EMBEDDING WIKIS, TAGGING AND RSS ON YOUR INTRANET

Knowledge Management Review, Mar/Apr 2007 by Manchester, Alex

Understanding the potential of social tools in business

Social computing - a collection of software tools that allows for a more informal and conversational online environment - has emerged on the web, and it has the potential make intranets indispensable to the organization. Here we present an overview of three of these technologies, compiled from the Melcrum reports Transform your intranet, Top 10 new technologies for internal communicators and A communications toolkit for managers, focusing on how they can be implemented on an intranet.

In the last few years there's been a spate of tools developed for the web that build on the idea of the yellow pages. Users upload information about themselves and their interests and form associations with other users. These tools have been successful to various degrees, but at their most simple they make it easy to surface and create informal communities and connections.

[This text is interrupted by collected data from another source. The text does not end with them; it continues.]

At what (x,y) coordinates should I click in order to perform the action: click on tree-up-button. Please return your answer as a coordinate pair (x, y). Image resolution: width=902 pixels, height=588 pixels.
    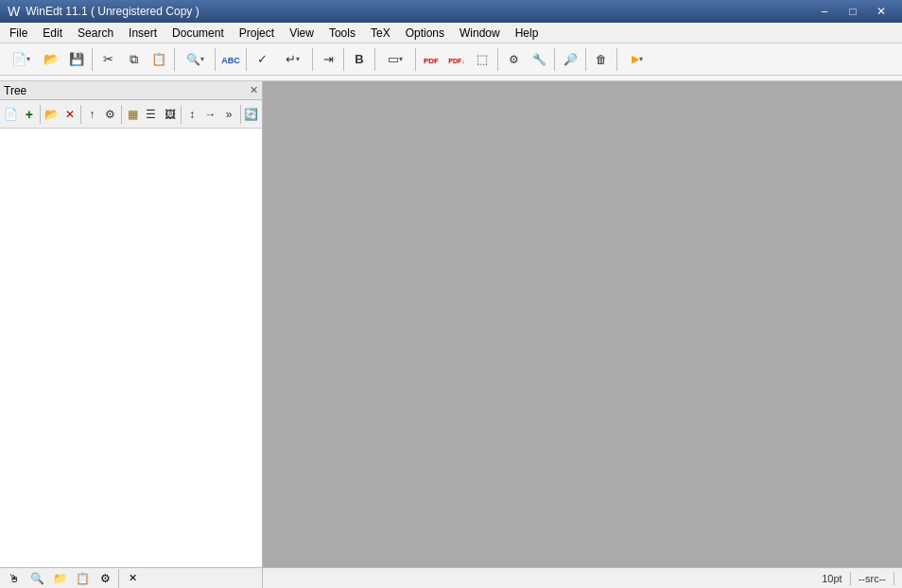
    Looking at the image, I should click on (93, 114).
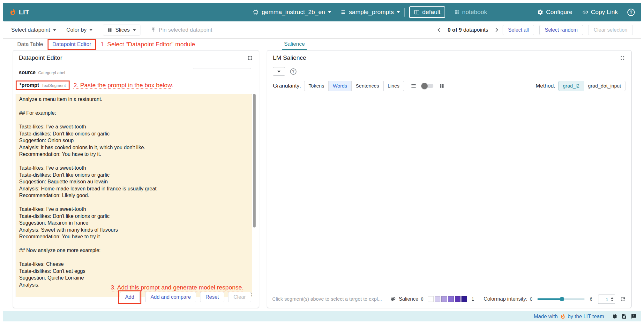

A social networking tool can be used to add color and context to interactions between employees. When employees converse for the first time they can find out about each other - their history, their interests. This information that makes conversations richer.

You can use social networking tools to search for someone with specific skills, either by searching the whole system or using expertise topics. Employees often go outside the organization to speak to an expert only to find out there was an expert in the next office.

Implications for the intranet

Considering the lengths some organizations have gone to in an effort to connect employees who have knowledge with those who need it, social networking's infiltration of intranets is inevitable. It's a short step from some of the features that have already been introduced to intranets and the power of social networks.

Here's how it might work. Tom sets up a social network using a site available on the intranet where he works. To the network he adds the other employees he knows, those with whom he has worked and colleagues in his own department. During the course of working on a project, Tom discovers that he needs some bit of knowledge that he can't uncover using ordinary methods. He crafts a query and sends it to his network using a form on the site.

If one member of his network knows the answer, he can respond through the network, where the answer is archived so it can be retrieved the next time somebody asks the same question. If nobody in the network knows the answer, though, they can forward it to their networks, and so on.

Whenever an employee has the answer - no matter how many degrees from Tom that employee resides - he can enter the answer for forwarding to Tom and, simultaneously, have the information stored in the system.

Implementing wikis

Wikis are collaboratively written online documents. They make it easy for groups to write, edit, link or delete pages in a way that enables collaborative working as never before. The word isn't an acronym, as many people assume, but in fact comes from the Hawaiian phrase "wild wild," which means "quickly." A number of features are common to most wild tools:

* It's very easy to write and publish content.

* The history of each page's changes are tracked and can be seen by all users.

* Differences between versions are represented graphically and it's easy to revert to previous versions of each page.

The power of wild technology is most clearly seen at Wikipedia (www.wikipedia.org), where users have created and sustained nearly millions of pages (that's just in English - Wikipedia also has versions in more than a hundred languages) and created an encyclopedia to rival the Encyclopedia Britannica in depth and accuracy.

Wikis can be used for a number of business activities including:

* Creating websites: Establishing a website used to be a relatively complex business, involving hiring expensive designers and developers to build a static site that was difficult to update. Wikis allow you to publish online content immediately, and maintaining wikis is trivially easy.

* Research: Asking users to populate a blank wild page on a given subject quickly distributes hidden knowledge.

* Creating documents collaboratively: Writing collaborative documents is often frustrating because of the confusion about which versions are up to date. With a wild, this changes. There's no clear ownership from the start - anyone can read and change at any time. Changes are tracked and easily visible, and version control is in the hands of all users. It's usually possible with wild software to be alerted to any changes made to the document by a number of methods and there's generally a much more five and collaborative feel to the writing than is possible using the traditional document metaphor.

* Managing projects: Project plans are easily created and shared and, through comments threads on the wild page itself, users can discuss, debate and agree changes and developments. Timefines are easy to create and share and the very open nature of wild communication means that it's easy to keep teams up to date, informed and engaged in projects as they happen.